I’m Going to Kill Myself Tomorrow
Elliott Smith’s “Needle in the Hay” isn’t about suicide, but it’s certainly a fitting backdrop for one.
Elliott Smith’s “Needle in the Hay” isn’t about suicide, but it’s certainly a fitting backdrop for one.
As filmmaking goes, Nick Broomfield’s Monster in a Box doesn’t have much to offer. It’s basically Spalding Gray sitting at a desk talking, with some lighting effects and unobtrusive but effective mood music by Laurie Anderson. So, naturally, it’s one of my favorite movies.
There is the sneaking suspicion reading The New York Trilogy, Paul Auster’s collection of short novels, that the works are related. The hunch is not only that the stories are related thematically or in their ultimate message or outcomes – they most certainly are – but that they represent a single, cohesive work rather than three repetitive novellas.
I love Jeff Bridges. I love Tim Robbins. I love them equally, and (my gut tells me) in about the same way. We are a ménage à trios, even if they don’t know it yet.

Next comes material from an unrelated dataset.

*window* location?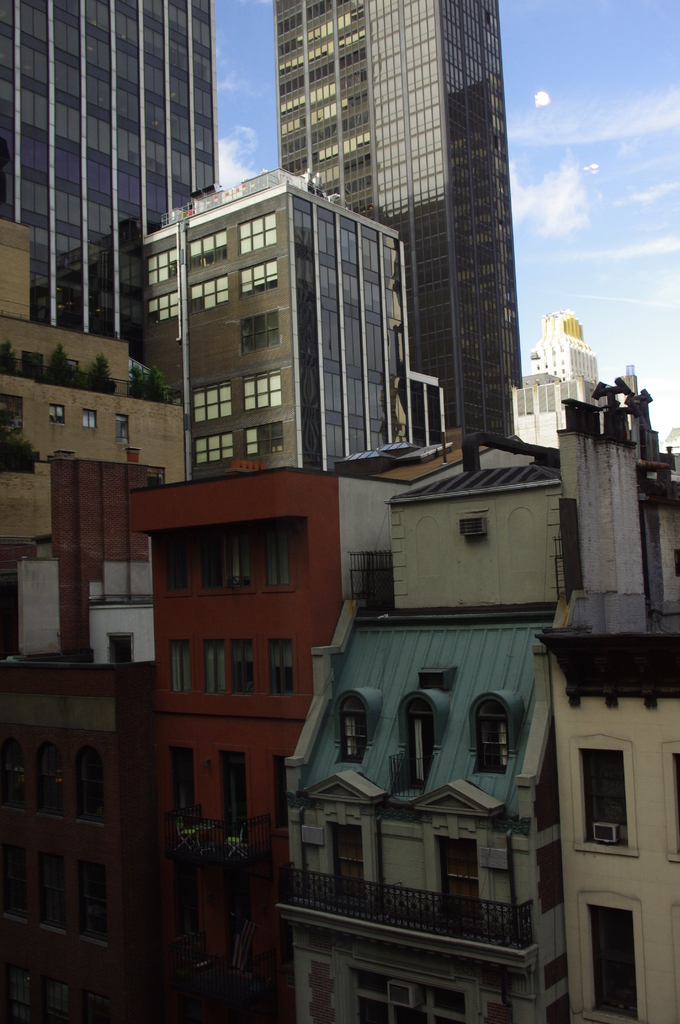
x1=172, y1=641, x2=189, y2=691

Magnolia breaks through the self-aware emotional vacancy of the decade’s cool movies (both sterile and knowingly clever, epitomized by Quentin Tarantino) without losing its edge; it gets inside its characters’ minds and hearts with dazzling style. It is afraid of neither elaborate tracking shots nor a good, fairly won cry.

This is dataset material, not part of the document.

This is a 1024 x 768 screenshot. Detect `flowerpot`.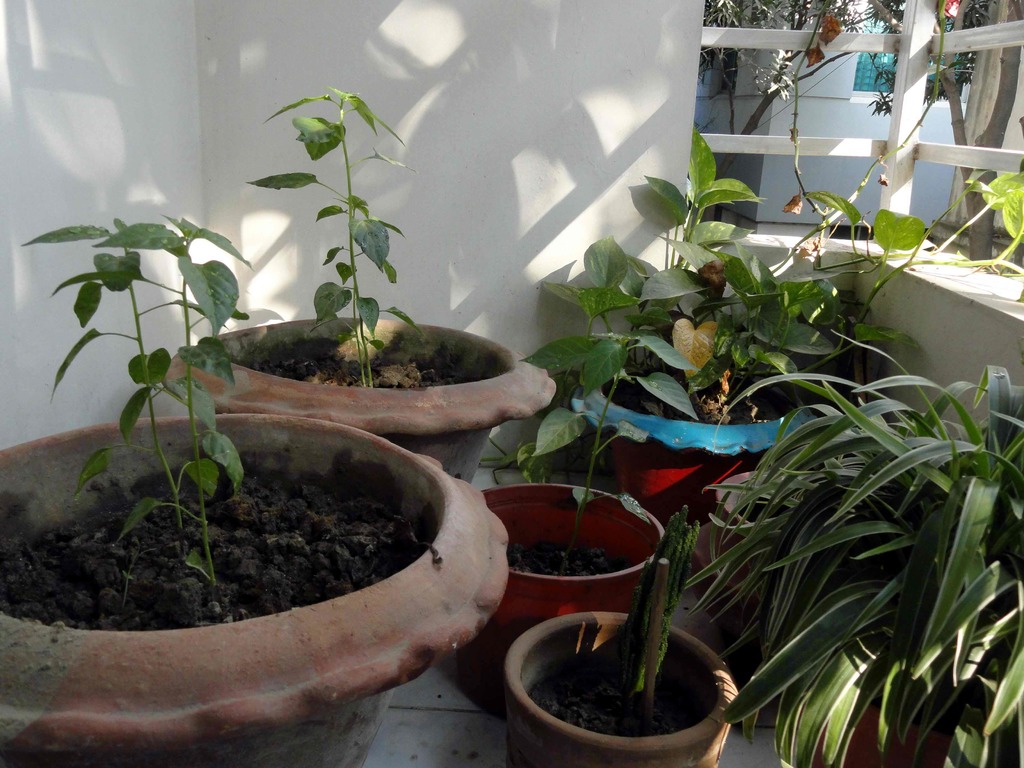
x1=521 y1=598 x2=749 y2=767.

Spike Lee’s 25th Hour would appear to be about a good-hearted drug dealer’s last day of freedom before he begins a seven-year prison sentence, but the movie insistently pushes itself beyond that. It should be a circumscribed drama limited to the dealer (named Monty and played by Edward Norton), his girlfriend, his father, and his two best friends, but the film regularly veers into the margins.

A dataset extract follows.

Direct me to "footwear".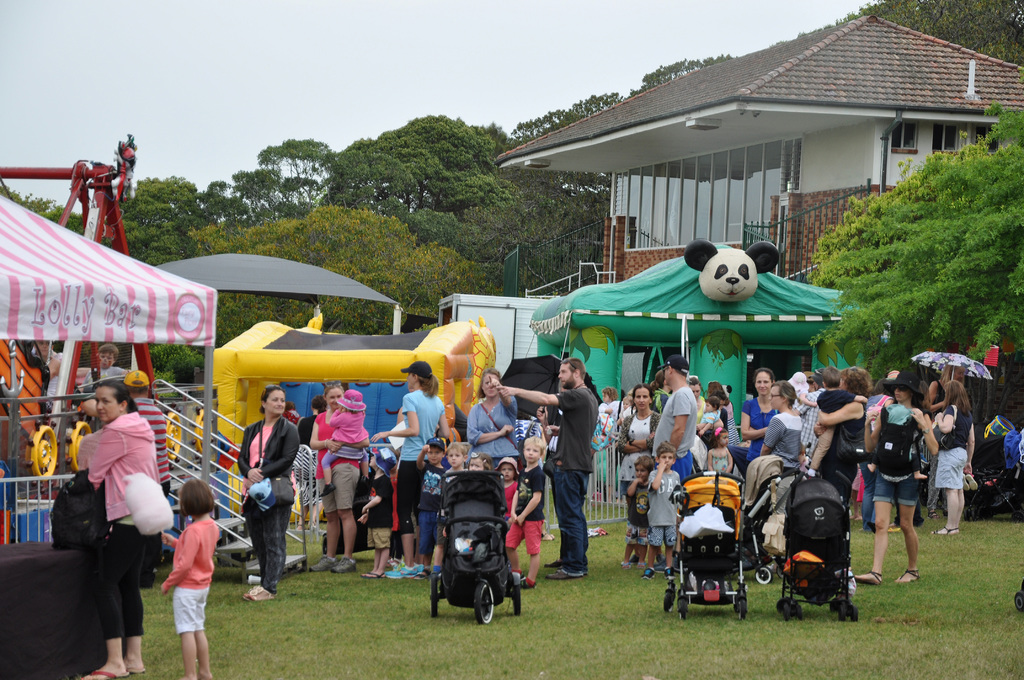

After watching David Cronenberg’s Spider, I was acutely underwhelmed and disappointed. It could be that the movie’s impact on my first viewing – akin to dropping a light object onto a feather pillow – was a function of overblown expectations. Or it could be that the movie was designed to end with more of a whimper than a bang.
If you think the subject of Atom Egoyan’s Ararat is the genocide in 1915 of 1.5 million Armenians by Turks (as most critics seem to believe), you’ll find the movie a confused mess. But reducing the film to that summary is akin to saying the director’s The Sweet Hereafter was about a bus accident, or that his Exotica was about strippers.